How much does is cost to drive across the river and back? 

Tune in Saturday.







Well sure we've all had "computer issues" I guess.

But what I'm wondering is why, as I was going to bed last night, everyone was certain that these 24,000 plus some outstanding ballots would have no bearing on some of the other close races.

Eric Strachan missed making a runoff last night by fewer than 2,000 votes.  And Austin Badon was tantalizingly close to avoiding one altogether.  I understand that not all of the outstanding ballots affected these specific districts but still no one was concerned that these results might not have been "final"?

At around 2:30 a.m., the secretary of state posted new totals that appeared to include -- for the first time -- early voting numbers for Orleans. Those totals showed the tolls defeated by the narrowest of margins: 50.14 percent to 49.86 percent, a split of just 829 votes out of more than 300,000 cast.

However, those numbers apparently were not really the "final" numbers.
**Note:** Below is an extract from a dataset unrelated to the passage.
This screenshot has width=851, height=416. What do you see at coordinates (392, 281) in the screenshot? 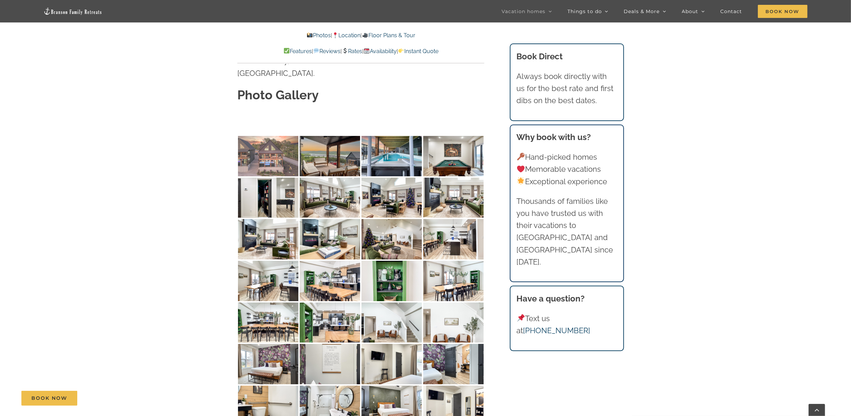
I see `img: Thistle-Cottage-vacation-home-private-pool-Table-Rock-Lake-1164-scaled` at bounding box center [392, 281].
The secretary of state's website still listed no actual tallies for early votes in Orleans Parish, at that point, though the "yes" and "no" columns each had been boosted by roughly 12,000 votes.

Meanwhile, Gambit editor Clancy Dubos tweeted that even those late numbers did not include some ballots that had to be tallied by hand. At 3:11 a.m., he said those votes had apparently been counted, and the tolls had passed by a margin of just eight votes as a result.

Somehow counting these late-added early votes  by hand at 3:00 am, even under the watchful eye of Clancy Dubos, seems suspicious. I mean there are real live trolls who have a stake in this thing after all.  So now they're counting the military absentee votes.  I don't know where those voters actually live in Orleans Parish but a lot of military families do live on the West Bank.  Anyway we'll see how it goes.